Direct Molecular Conformation Generation

Authors: Jinhua Zhu, Yingce Xia, Chang Liu, Lijun Wu, Shufang Xie, Yusong Wang, Tong Wang, Tao Qin, Wengang Zhou, Houqiang Li, Haiguang Liu, Tie-Yan Liu

TMLR 2022 | Venue PDF | Archive PDF | Plain Text | LLM Run Details

Reproducibility Variable Result LLM Response
Research Type Experimental Our method achieves the best results on GEOM-QM9 and GEOM-Drugs datasets. Further analysis shows that our generated conformations have closer properties (e.g., HOMO-LUMO gap) with the groundtruth conformations. In addition, our method improves molecular docking by providing better initial conformations. All the results demonstrate the effectiveness of our method and the great potential of the direct approach. The code is released at https://github.com/Direct Molecular Conf Gen/DMCG. Section 4 is titled 'Experiments' and details dataset usage, evaluation metrics, and comparative results.

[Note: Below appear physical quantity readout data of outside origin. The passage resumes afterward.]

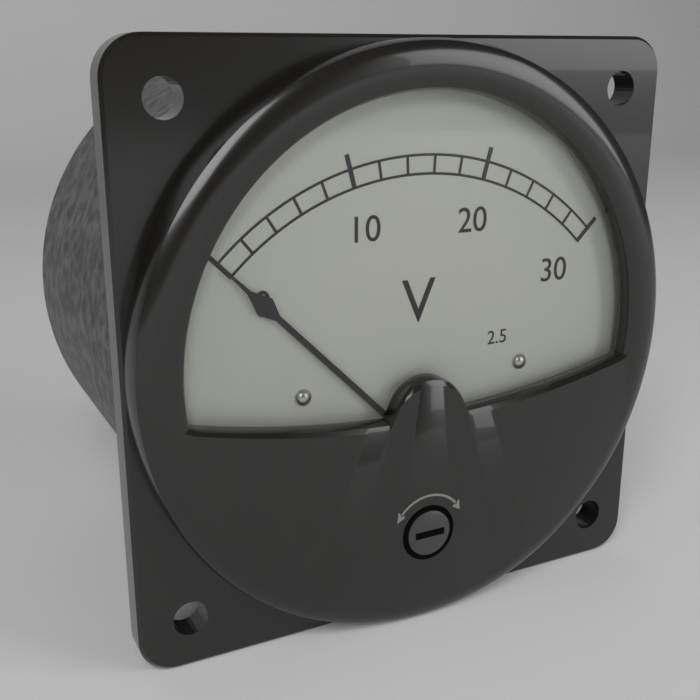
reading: 0 V
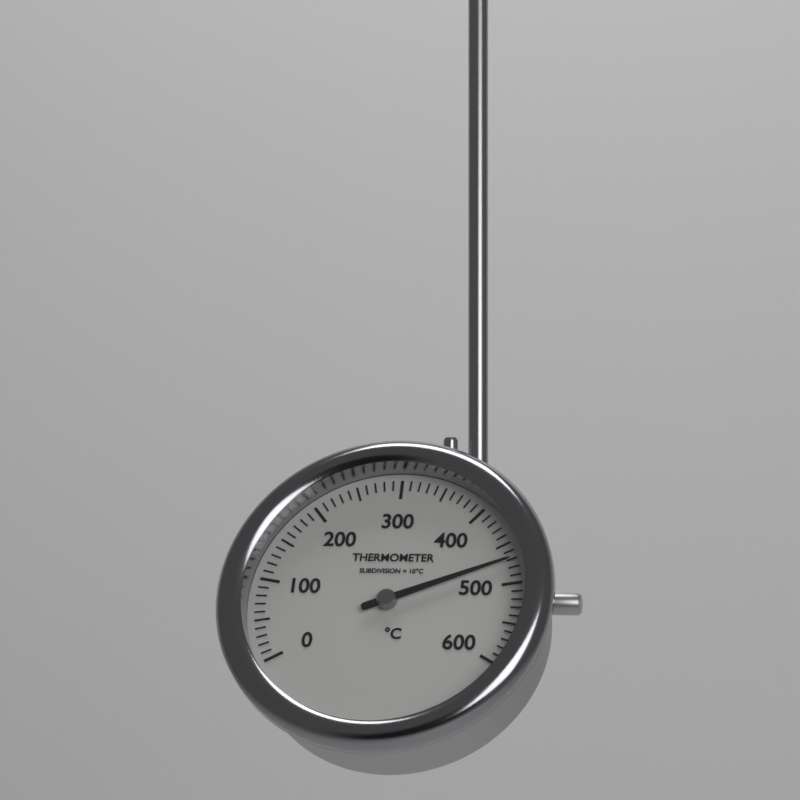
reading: 470 °C
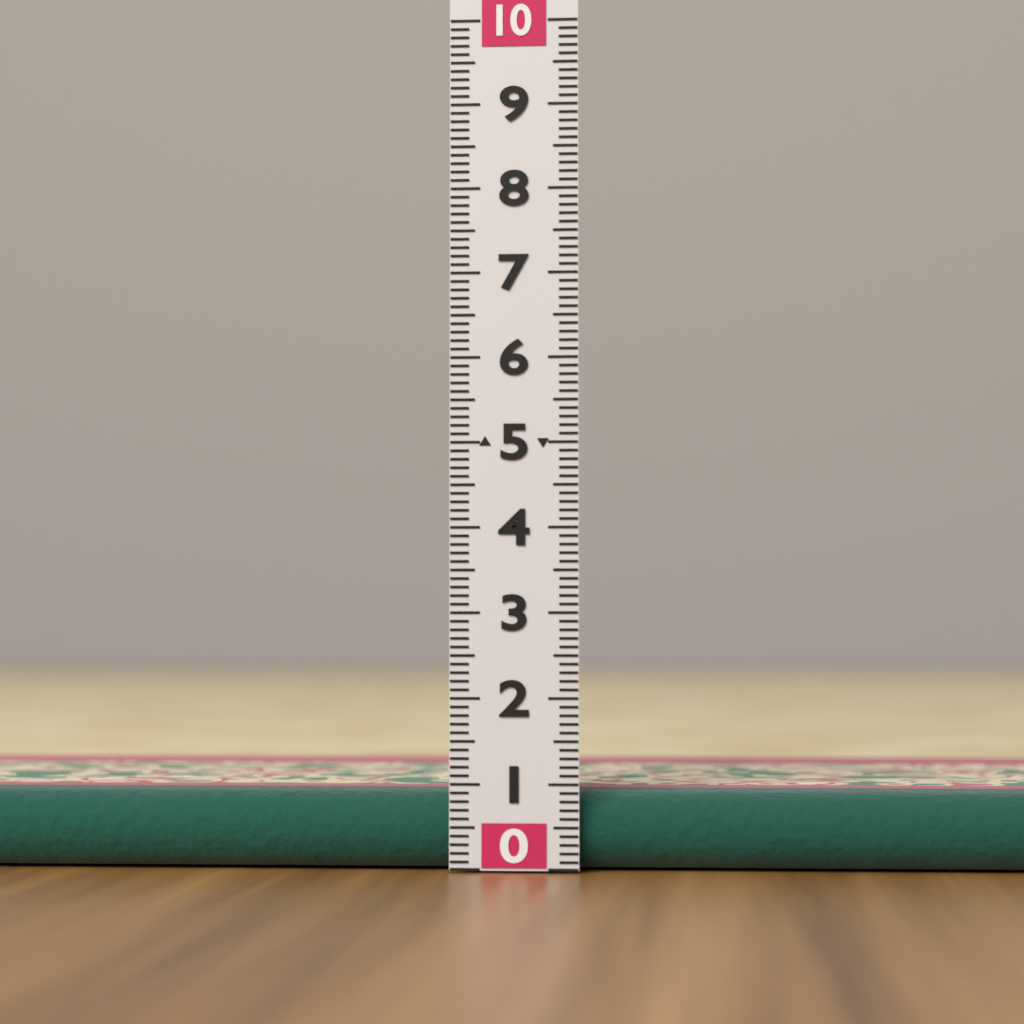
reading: 0.9 (no unit)
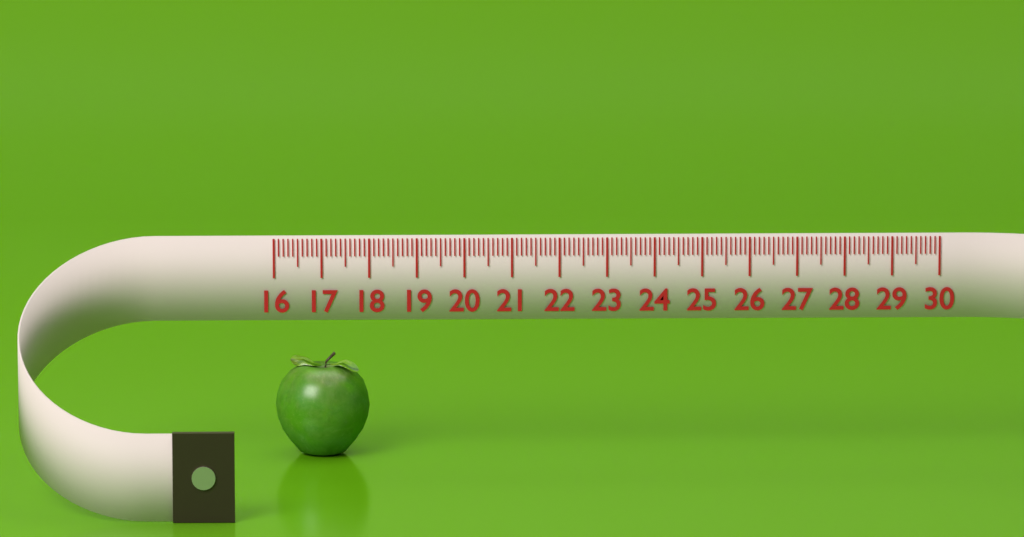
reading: 18.0 (no unit)
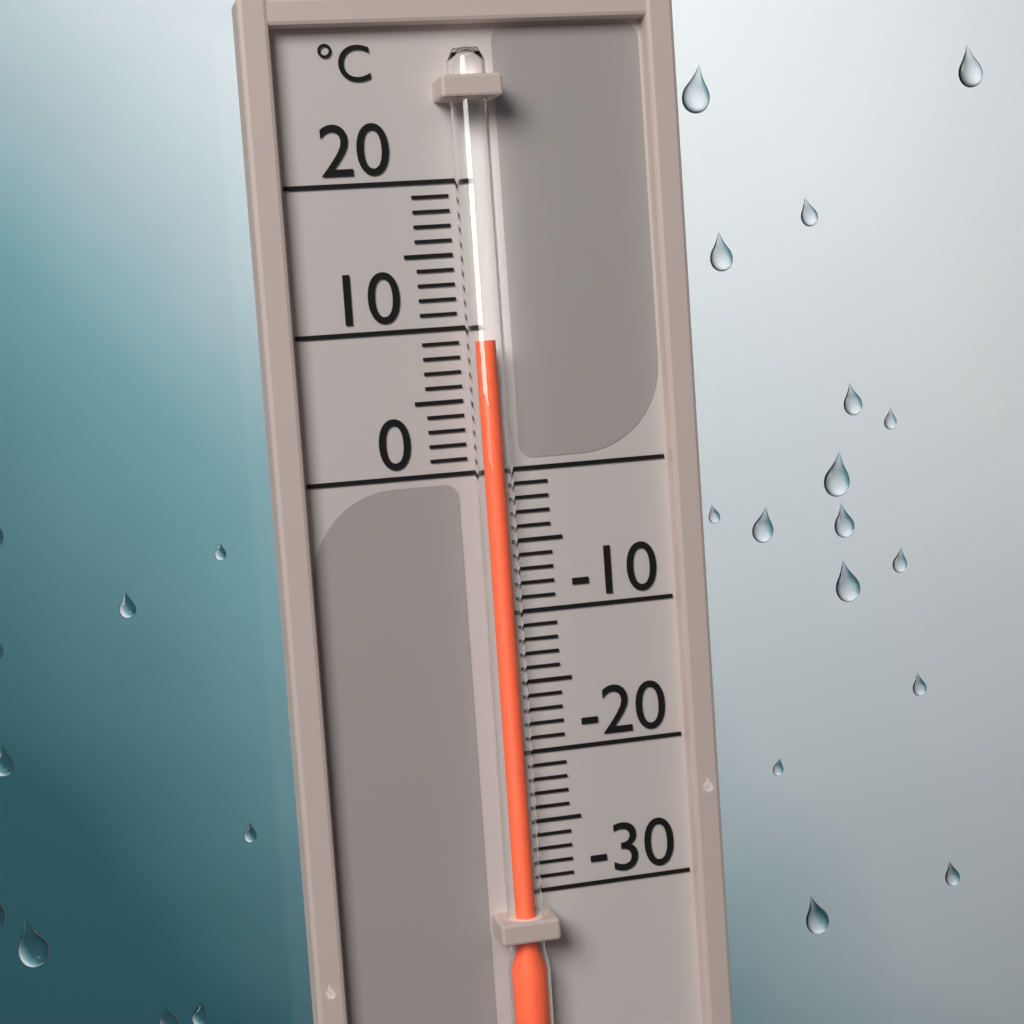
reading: 9 °C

Researcher Affiliation Collaboration 1 University of Science and Technology of China 2 Microsoft Research AI4Science 3 Renmin University of China 4 Xi an Jiaotong University. The affiliations include both universities (academic) and Microsoft Research AI4Science (industry).
Pseudocode No The paper describes the model architecture and operations mathematically (e.g., equations 3-7) and provides a diagram (Figure 3: Network architecture of the l-th block), but it does not contain a clearly labeled 'Pseudocode' or 'Algorithm' block with structured steps.

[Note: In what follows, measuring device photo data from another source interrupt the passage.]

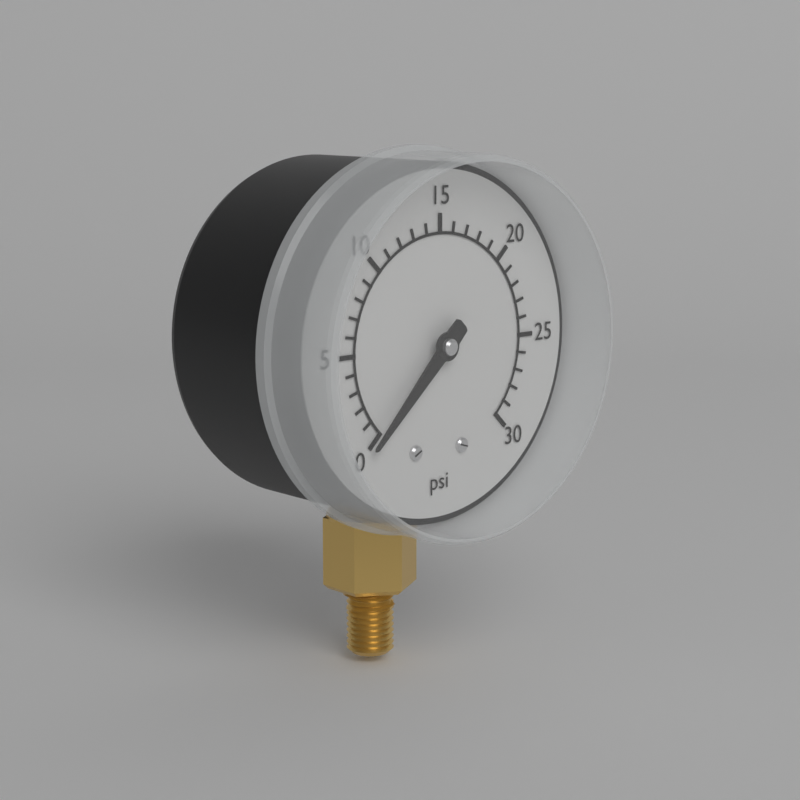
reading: 0 psi
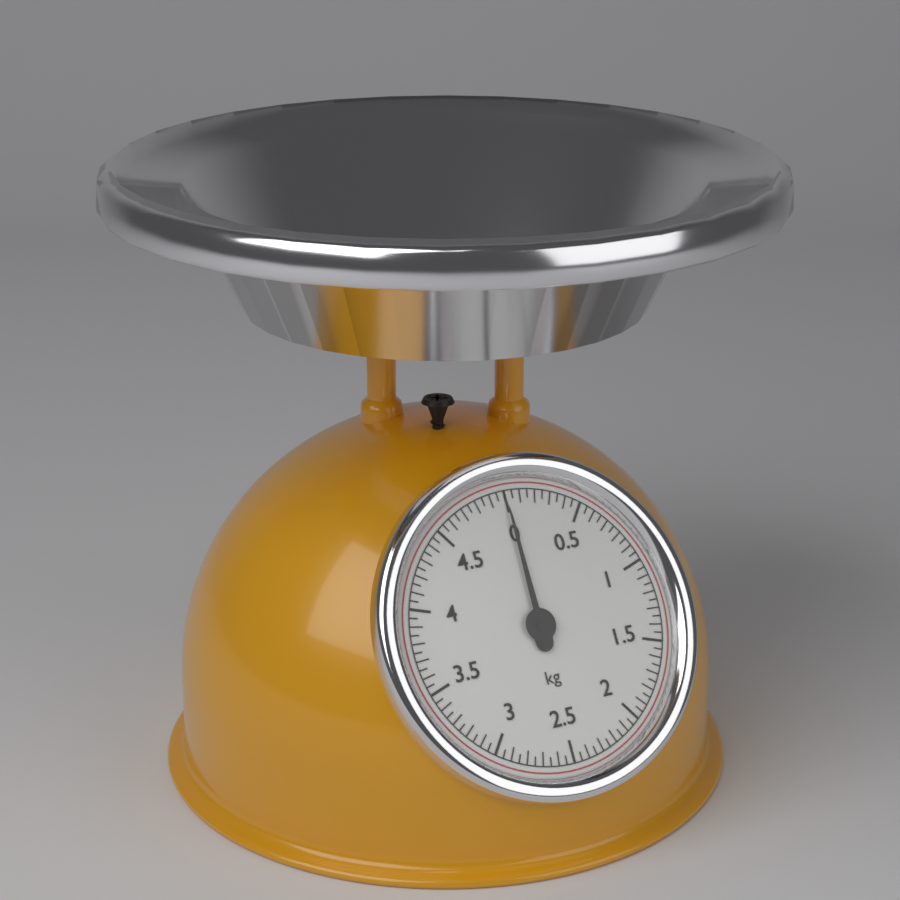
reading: 0.00 kg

Open Source Code Yes The code is released at https://github.com/Direct Molecular Conf Gen/DMCG.
Open Datasets Yes Following prior works (Xu et al., 2021a; Shi et al., 2021), we use the GEOM-QM9 and GEOMDrugs datasets (Axelrod & Gomez-Bombarelli, 2021) for conformation generation.

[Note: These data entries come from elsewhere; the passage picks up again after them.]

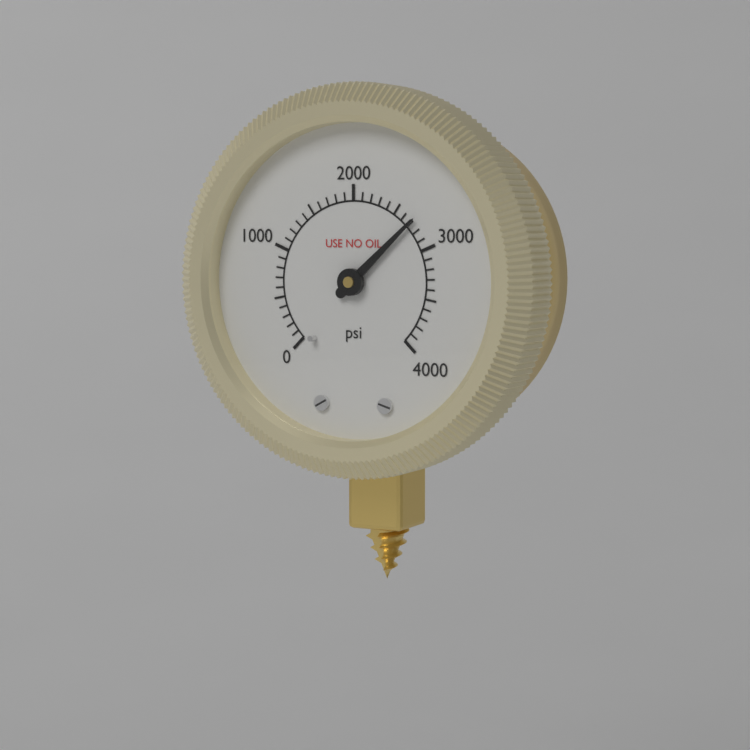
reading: 2700 psi
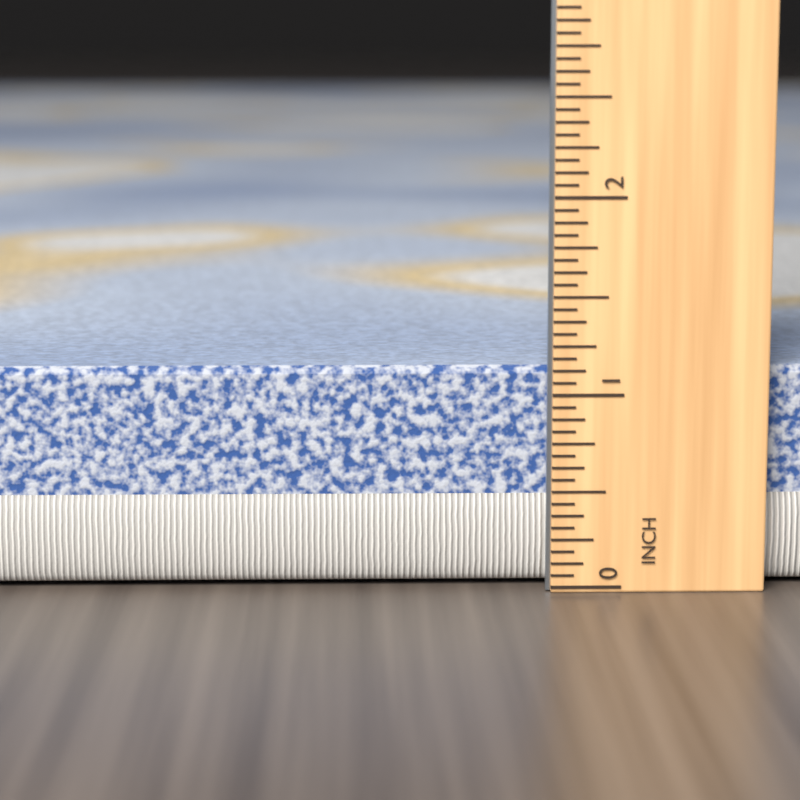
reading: 1.1250 in
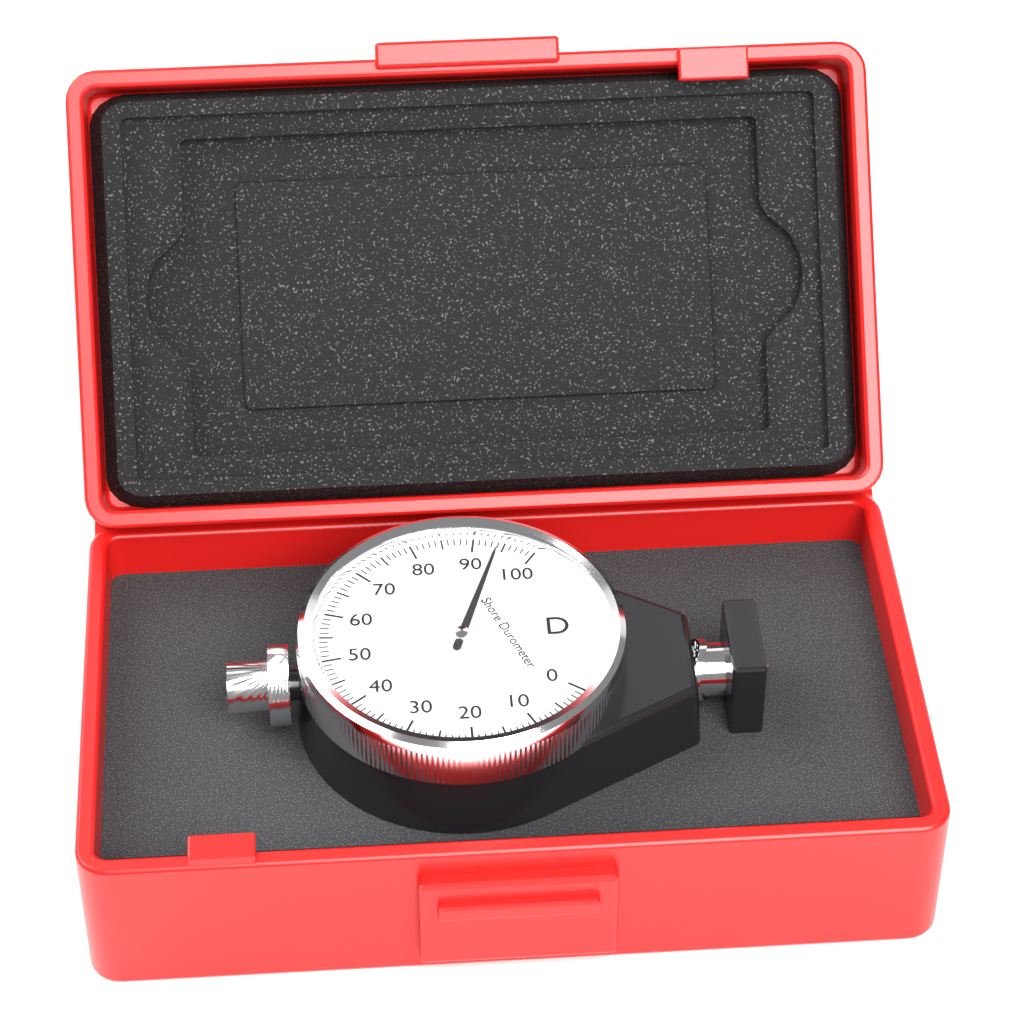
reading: 94 Shore D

Dataset Splits Yes For the small-scale setting, we use the same datasets provided by Shi et al. (2021) for fair comparison with prior works. The training, validation and test sets of the two datasets consist of 200K, 2.5K and 22408 (for GEOM-QM9)/14324 (for GEOM-Drugs) moleculeconformation pairs respectively. After that, we work on the large-scale setting by sampling larger datasets from the original GEOM to validate the scalability of our method. We use all data in GEOM-QM9 and 2.2M molecule-conformation pairs for GEOM-Drugs. The numbers of training, validation and test sets for the larger GEOM-QM9 setting are 1.37M, 165K and 174K, and those for larger GEOM-Drugs are 2M, 100K and 100K.
Hardware Specification Yes For the two small-scale settings, the experiments are conducted on a single V100 GPU. For the two large-scale settings, we use two V100 GPUs for experiments.
Software Dependencies No The paper mentions 'PyTorch profiler', 'torch.linalg.eig', 'graph_tool toolkit', and 'Adam W optimizer'. While these indicate software used, specific version numbers for any of these components or other libraries (like Python, PyTorch, etc.) are not provided.
Experiment Setup Yes We use Adam W optimizer (Loshchilov & Hutter, 2019) with initial learning rate η0 = 2 × 10^−4 and weight decay 0.01. In the first 4000 iterations, the learning rate is linearly increased from 10^−6 to 2 × 10^−4. After that, we use cosine learning rate scheduler... Similarly, we also use the cosine scheduler to dynamically set the β at range [0.0001, βmax]. The batch size is fixed as 128. All models are trained for 100 epochs. The detailed hyper-parameters are described in Table 5.